Prime lending rate touches fresh low despite bond yield hike concerns

15 March 2021 09:38 am

The prime lending rate, which indicates where the broader market lending rates are heading, touched a fresh low last week, a week after the Monetary Board doubled down their commitment for lower rates. 


The Average Weighted Prime Lending Rate (AWPLR), a benchmark rate used for pricing short tenor loans to prime customers of banks, fell by 13 basis points through last week to end at 5.54 percent last Friday from the week earlier. 


This breaks the previous all-time low of 5.59 percent on February 5, while the excess liquidity in the money market rose from Rs.116.49 billion to Rs.181.38 billion between the periods. 
Last week’s fall in the benchmark lending rate brings the year-to-date decline in the AWPLR to 27 basis points (bps), and the rate fell by as much as 420 bps since the beginning of 2020 when the current declining interest rates cycle began. 


There were concerns raised by several parties during the last couple of weeks over the ability to sustain the lower interest rates as Treasury bills and bond yields saw some uptick in recent weeks, stoking concerns about inflation making a comeback.  


First Capital Research recently advised investors to hold on to their longer-term bonds, as they were uncertain about the yields trajectory, after they forecasted interest rates to rise from the second half of the year with potential increase in key policy rates in the third and the fourth quarters. 


But the Central Bank maintained commitment to its dovish stance while illustrating its medium term inflation trajectory, which remains benign.


The Monetary Board doesn’t take decisions based on how the bond market yields behave, but takes a broader and a medium term view of the prices and economic growth, as its rate decisions should not hamper growth, nor overheat the economy. 


Sri Lanka has maintained interest rates at their historical lowest levels for the longest period ever, giving a boost to consumer and business spending, as seen from the recent corporate results which hit an all-time high even amid a pandemic.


▶ TASK DIRECTIONS
Take each line of the records below that contains the string "segment" and copy it.

[Dataset rows about figures]
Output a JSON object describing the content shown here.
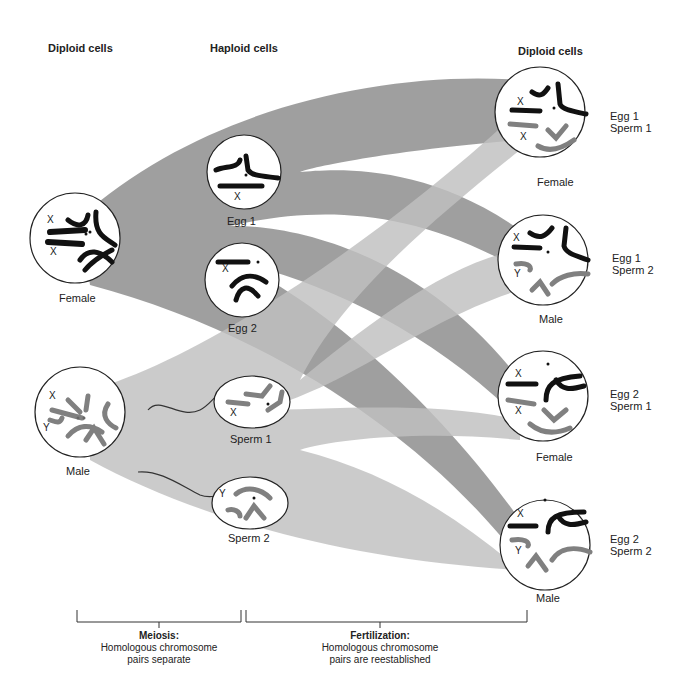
{
  "headers": {
    "left": "Diploid cells",
    "middle": "Haploid cells",
    "right": "Diploid cells"
  },
  "parents": [
    {
      "id": "female",
      "label": "Female",
      "chromosome_marks": [
        "X",
        "X"
      ]
    },
    {
      "id": "male",
      "label": "Male",
      "chromosome_marks": [
        "X",
        "Y"
      ]
    }
  ],
  "gametes": [
    {
      "id": "egg1",
      "label": "Egg 1",
      "chromosome_mark": "X"
    },
    {
      "id": "egg2",
      "label": "Egg 2",
      "chromosome_mark": "X"
    },
    {
      "id": "sperm1",
      "label": "Sperm 1",
      "chromosome_mark": "X"
    },
    {
      "id": "sperm2",
      "label": "Sperm 2",
      "chromosome_mark": "Y"
    }
  ],
  "offspring": [
    {
      "pair_line1": "Egg 1",
      "pair_line2": "Sperm 1",
      "sex": "Female",
      "marks": [
        "X",
        "X"
      ]
    },
    {
      "pair_line1": "Egg 1",
      "pair_line2": "Sperm 2",
      "sex": "Male",
      "marks": [
        "X",
        "Y"
      ]
    },
    {
      "pair_line1": "Egg 2",
      "pair_line2": "Sperm 1",
      "sex": "Female",
      "marks": [
        "X",
        "X"
      ]
    },
    {
      "pair_line1": "Egg 2",
      "pair_line2": "Sperm 2",
      "sex": "Male",
      "marks": [
        "X",
        "Y"
      ]
    }
  ],
  "brackets": {
    "meiosis": {
      "title": "Meiosis:",
      "line1": "Homologous chromosome",
      "line2": "pairs separate"
    },
    "fertilization": {
      "title": "Fertilization:",
      "line1": "Homologous chromosome",
      "line2": "pairs are reestablished"
    }
  },
  "colors": {
    "female_band": "#9a9a9a",
    "male_band": "#bdbdbd",
    "overlap": "#7a7a7a",
    "maternal_chromosome": "#111111",
    "paternal_chromosome": "#808080"
  }
}
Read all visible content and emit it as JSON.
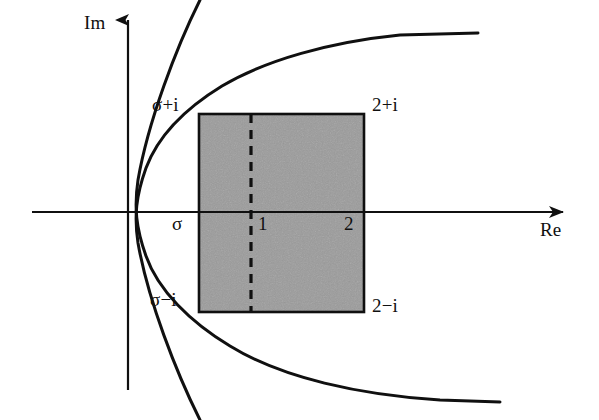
{
  "figure": {
    "axes": {
      "imaginary_label": "Im",
      "real_label": "Re"
    },
    "labels": {
      "top_left_corner": "σ+i",
      "top_right_corner": "2+i",
      "bottom_left_corner": "σ−i",
      "bottom_right_corner": "2−i",
      "sigma_tick": "σ",
      "one_tick": "1",
      "two_tick": "2"
    },
    "colors": {
      "ink": "#101010",
      "shade_fill": "#9b9b9b",
      "shade_border": "#101010",
      "background": "#ffffff"
    }
  },
  "chart_data": {
    "type": "line",
    "xlabel": "Re",
    "ylabel": "Im",
    "grid": false,
    "legend": null,
    "origin_px": [
      128,
      212
    ],
    "axis_ranges": {
      "x_px": [
        32,
        565
      ],
      "y_px": [
        18,
        390
      ]
    },
    "annotations": [
      {
        "text": "Im",
        "x_px": 88,
        "y_px": 22
      },
      {
        "text": "Re",
        "x_px": 540,
        "y_px": 226
      },
      {
        "text": "σ+i",
        "x_px": 155,
        "y_px": 101
      },
      {
        "text": "2+i",
        "x_px": 374,
        "y_px": 101
      },
      {
        "text": "σ",
        "x_px": 172,
        "y_px": 218
      },
      {
        "text": "1",
        "x_px": 258,
        "y_px": 218
      },
      {
        "text": "2",
        "x_px": 345,
        "y_px": 218
      },
      {
        "text": "σ−i",
        "x_px": 152,
        "y_px": 293
      },
      {
        "text": "2−i",
        "x_px": 374,
        "y_px": 300
      }
    ],
    "shaded_rectangle": {
      "label": "critical strip region",
      "x_left_px": 199,
      "x_right_px": 364,
      "y_top_px": 114,
      "y_bottom_px": 312,
      "fill": "#9b9b9b",
      "corners": [
        "σ+i",
        "2+i",
        "2−i",
        "σ−i"
      ]
    },
    "dashed_line": {
      "label": "Re = 1",
      "x_px": 251,
      "y_top_px": 114,
      "y_bottom_px": 312,
      "dash": "9 7"
    },
    "series": [
      {
        "name": "upper-branch",
        "path_px": [
          [
            200,
            420
          ],
          [
            165,
            330
          ],
          [
            143,
            268
          ],
          [
            136,
            228
          ],
          [
            136,
            212
          ],
          [
            138,
            190
          ],
          [
            146,
            160
          ],
          [
            162,
            132
          ],
          [
            186,
            106
          ],
          [
            218,
            82
          ],
          [
            258,
            62
          ],
          [
            305,
            48
          ],
          [
            360,
            39
          ],
          [
            420,
            34
          ],
          [
            478,
            33
          ]
        ]
      },
      {
        "name": "lower-branch",
        "path_px": [
          [
            200,
            0
          ],
          [
            165,
            90
          ],
          [
            143,
            152
          ],
          [
            136,
            196
          ],
          [
            136,
            212
          ],
          [
            138,
            236
          ],
          [
            146,
            268
          ],
          [
            162,
            298
          ],
          [
            188,
            326
          ],
          [
            222,
            352
          ],
          [
            265,
            372
          ],
          [
            318,
            388
          ],
          [
            380,
            397
          ],
          [
            440,
            401
          ],
          [
            500,
            402
          ]
        ]
      }
    ]
  }
}
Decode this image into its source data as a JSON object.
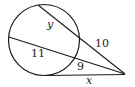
{
  "diagram": {
    "type": "circle-secant-tangent",
    "labels": {
      "y": "y",
      "ten": "10",
      "eleven": "11",
      "nine": "9",
      "x": "x"
    },
    "colors": {
      "stroke": "#1a1a1a",
      "text": "#222222"
    }
  }
}
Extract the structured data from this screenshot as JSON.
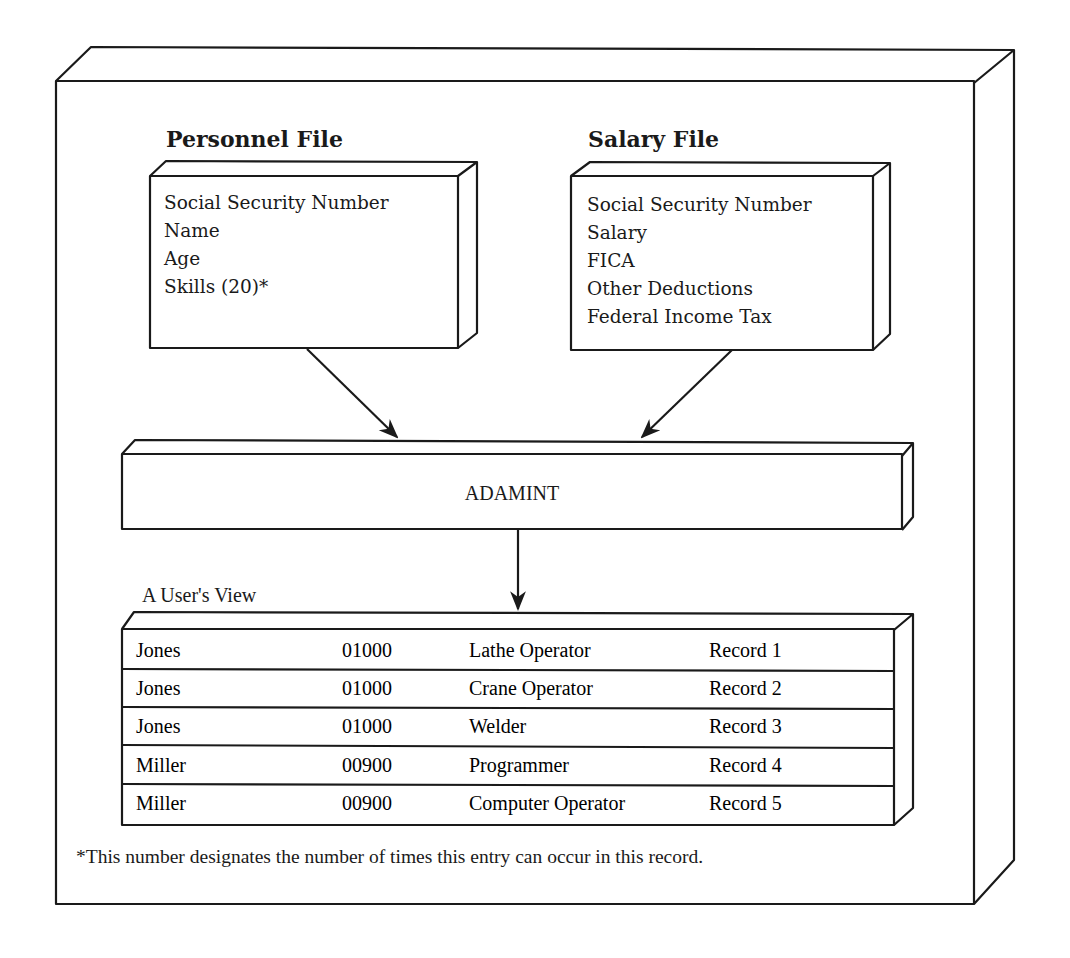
{
  "personnel_file": {
    "title": "Personnel File",
    "fields": [
      "Social Security Number",
      "Name",
      "Age",
      "Skills (20)*"
    ]
  },
  "salary_file": {
    "title": "Salary File",
    "fields": [
      "Social Security Number",
      "Salary",
      "FICA",
      "Other Deductions",
      "Federal Income Tax"
    ]
  },
  "interface": {
    "label": "ADAMINT"
  },
  "user_view": {
    "label": "A User's View",
    "rows": [
      {
        "name": "Jones",
        "salary": "01000",
        "skill": "Lathe Operator",
        "record": "Record 1"
      },
      {
        "name": "Jones",
        "salary": "01000",
        "skill": "Crane Operator",
        "record": "Record 2"
      },
      {
        "name": "Jones",
        "salary": "01000",
        "skill": "Welder",
        "record": "Record 3"
      },
      {
        "name": "Miller",
        "salary": "00900",
        "skill": "Programmer",
        "record": "Record 4"
      },
      {
        "name": "Miller",
        "salary": "00900",
        "skill": "Computer Operator",
        "record": "Record 5"
      }
    ]
  },
  "footnote": "*This number designates the number of times this entry can occur in this record."
}
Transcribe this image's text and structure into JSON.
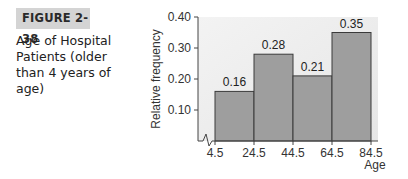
{
  "figure": {
    "label": "FIGURE 2-38",
    "caption": "Age of Hospital Patients (older than 4 years of age)"
  },
  "chart_data": {
    "type": "bar",
    "subtype": "histogram",
    "title": "Age of Hospital Patients (older than 4 years of age)",
    "xlabel": "Age",
    "ylabel": "Relative frequency",
    "class_boundaries": [
      4.5,
      24.5,
      44.5,
      64.5,
      84.5
    ],
    "categories": [
      "4.5–24.5",
      "24.5–44.5",
      "44.5–64.5",
      "64.5–84.5"
    ],
    "values": [
      0.16,
      0.28,
      0.21,
      0.35
    ],
    "data_labels": [
      "0.16",
      "0.28",
      "0.21",
      "0.35"
    ],
    "ylim": [
      0,
      0.4
    ],
    "yticks": [
      "0.10",
      "0.20",
      "0.30",
      "0.40"
    ],
    "xticks": [
      "4.5",
      "24.5",
      "44.5",
      "64.5",
      "84.5"
    ],
    "axis_break": true,
    "grid": false,
    "legend": null,
    "colors": {
      "bar": "#9e9e9e",
      "bar_edge": "#3a3a3a",
      "plot_background": "#ececec",
      "axis": "#444444"
    }
  }
}
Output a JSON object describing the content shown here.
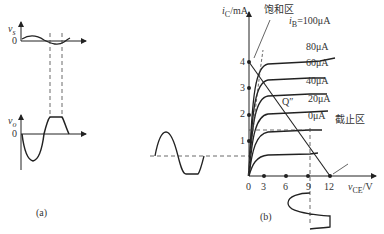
{
  "panel_a": {
    "caption": "(a)",
    "vs_label": "v",
    "vs_sub": "s",
    "vo_label": "v",
    "vo_sub": "o",
    "origin_top": "0",
    "origin_bottom": "0"
  },
  "panel_b": {
    "caption": "(b)",
    "y_axis_label": "i",
    "y_axis_sub": "C",
    "y_axis_unit": "/mA",
    "x_axis_label": "v",
    "x_axis_sub": "CE",
    "x_axis_unit": "/V",
    "saturation_region": "饱和区",
    "cutoff_region": "截止区",
    "q_point_label": "Q″",
    "y_ticks": [
      "1",
      "2",
      "3",
      "4"
    ],
    "x_ticks": [
      "0",
      "3",
      "6",
      "9",
      "12"
    ],
    "ib_prefix": "i",
    "ib_sub": "B",
    "curves": [
      {
        "label": "=100μA"
      },
      {
        "label": "80μA"
      },
      {
        "label": "60μA"
      },
      {
        "label": "40μA"
      },
      {
        "label": "20μA"
      },
      {
        "label": "0μA"
      }
    ]
  }
}
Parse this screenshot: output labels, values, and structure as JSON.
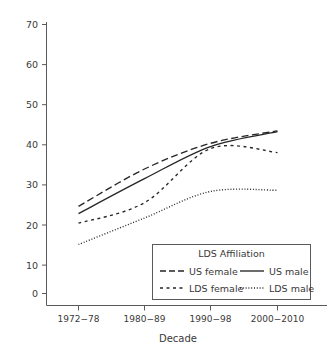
{
  "chart_data": {
    "type": "line",
    "title": "",
    "xlabel": "Decade",
    "ylabel": "",
    "categories": [
      "1972−78",
      "1980−89",
      "1990−98",
      "2000−2010"
    ],
    "x_tick_labels": [
      "1972−78",
      "1980−89",
      "1990−98",
      "2000−2010"
    ],
    "y_tick_labels": [
      "0",
      "10",
      "20",
      "30",
      "40",
      "50",
      "60",
      "70"
    ],
    "y_ticks": [
      0,
      10,
      20,
      30,
      40,
      50,
      60,
      70
    ],
    "ylim": [
      0,
      73
    ],
    "grid": false,
    "legend_position": "bottom-right",
    "legend_title": "LDS Affiliation",
    "series": [
      {
        "name": "US female",
        "dash": "long-dash",
        "values": [
          24.7,
          34.0,
          40.4,
          43.5
        ]
      },
      {
        "name": "US male",
        "dash": "solid",
        "values": [
          22.9,
          31.6,
          39.6,
          43.3
        ]
      },
      {
        "name": "LDS female",
        "dash": "short-dash",
        "values": [
          20.5,
          25.6,
          39.1,
          38.1
        ]
      },
      {
        "name": "LDS male",
        "dash": "dotted",
        "values": [
          15.2,
          21.8,
          28.4,
          28.7
        ]
      }
    ]
  },
  "legend": {
    "title": "LDS Affiliation",
    "entries": [
      {
        "label": "US female",
        "dash": "long-dash"
      },
      {
        "label": "US male",
        "dash": "solid"
      },
      {
        "label": "LDS female",
        "dash": "short-dash"
      },
      {
        "label": "LDS male",
        "dash": "dotted"
      }
    ]
  },
  "axes": {
    "x_title": "Decade",
    "y_title": ""
  },
  "colors": {
    "line": "#262626",
    "axis": "#5a5a5a",
    "text": "#3a3a3a",
    "background": "#ffffff"
  }
}
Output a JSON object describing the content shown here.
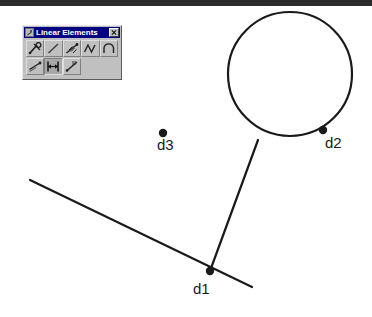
{
  "window": {
    "top_bar_color": "#2b2b2b",
    "canvas_background": "#ffffff"
  },
  "palette": {
    "title": "Linear Elements",
    "icon_name": "linear-elements-icon",
    "close_label": "✕",
    "titlebar_color": "#000080",
    "face_color": "#c0c0c0",
    "rows": [
      [
        {
          "name": "polyline-node-tool",
          "pressed": false,
          "label": "Polyline with node"
        },
        {
          "name": "line-segment-tool",
          "pressed": false,
          "label": "Line segment"
        },
        {
          "name": "arrow-chain-tool",
          "pressed": false,
          "label": "Arrow chain"
        },
        {
          "name": "zigzag-tool",
          "pressed": false,
          "label": "Zigzag polyline"
        },
        {
          "name": "arc-tool",
          "pressed": false,
          "label": "Arc"
        }
      ],
      [
        {
          "name": "offset-line-tool",
          "pressed": false,
          "label": "Offset line"
        },
        {
          "name": "dimension-tool",
          "pressed": true,
          "label": "Dimension"
        },
        {
          "name": "annotate-line-tool",
          "pressed": false,
          "label": "Annotated line"
        },
        {
          "name": "spacer-1",
          "pressed": false,
          "label": ""
        },
        {
          "name": "spacer-2",
          "pressed": false,
          "label": ""
        }
      ]
    ]
  },
  "drawing": {
    "stroke_color": "#1a1a1a",
    "circle": {
      "name": "circle-shape",
      "cx": 290,
      "cy": 74,
      "r": 62
    },
    "lines": [
      {
        "name": "diagonal-line",
        "x1": 30,
        "y1": 180,
        "x2": 252,
        "y2": 287
      },
      {
        "name": "connector-line",
        "x1": 210,
        "y1": 271,
        "x2": 258,
        "y2": 140
      }
    ],
    "points": [
      {
        "name": "point-d1",
        "label": "d1",
        "x": 210,
        "y": 271,
        "label_x": 193,
        "label_y": 280
      },
      {
        "name": "point-d2",
        "label": "d2",
        "x": 323,
        "y": 130,
        "label_x": 325,
        "label_y": 134
      },
      {
        "name": "point-d3",
        "label": "d3",
        "x": 163,
        "y": 133,
        "label_x": 157,
        "label_y": 136
      }
    ]
  }
}
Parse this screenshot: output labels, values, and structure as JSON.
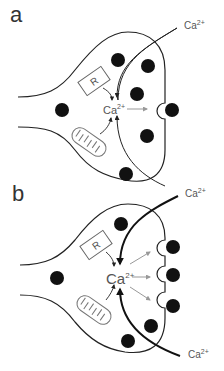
{
  "panels": [
    {
      "label": "a",
      "external_ca": "Ca",
      "external_ca_sup": "2+",
      "internal_ca": "Ca",
      "internal_ca_sup": "2+",
      "receptor_label": "R"
    },
    {
      "label": "b",
      "external_ca_top": "Ca",
      "external_ca_top_sup": "2+",
      "external_ca_bottom": "Ca",
      "external_ca_bottom_sup": "2+",
      "internal_ca": "Ca",
      "internal_ca_sup": "2+",
      "receptor_label": "R"
    }
  ],
  "colors": {
    "line": "#222222",
    "vesicle": "#111111",
    "text": "#555555",
    "arrow_gray": "#999999"
  }
}
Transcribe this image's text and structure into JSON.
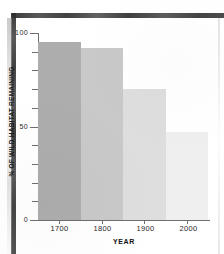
{
  "chart_data": {
    "type": "bar",
    "title": "",
    "xlabel": "YEAR",
    "ylabel": "% OF WILD HABITAT REMAINING",
    "categories": [
      "1700",
      "1800",
      "1900",
      "2000"
    ],
    "values": [
      95,
      92,
      70,
      47
    ],
    "ylim": [
      0,
      100
    ],
    "ytick_labels": [
      "0",
      "50",
      "100"
    ],
    "ytick_values": [
      0,
      50,
      100
    ],
    "minor_ytick_values": [
      10,
      20,
      30,
      40,
      60,
      70,
      80,
      90
    ],
    "grid": false,
    "legend": false,
    "bar_colors": [
      "#ADADAD",
      "#C9C9C9",
      "#DEDEDE",
      "#EFEFEF"
    ],
    "axis_color": "#6E6E6E",
    "background_color": "#FFFFFF"
  },
  "axes": {
    "y_title": "% OF WILD HABITAT REMAINING",
    "x_title": "YEAR",
    "y_labels": [
      "100",
      "50",
      "0"
    ],
    "x_labels": [
      "1700",
      "1800",
      "1900",
      "2000"
    ]
  }
}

▶ EXPECTED ANSWER
          "name": "line-segment-tool",
          "label": "Line segment"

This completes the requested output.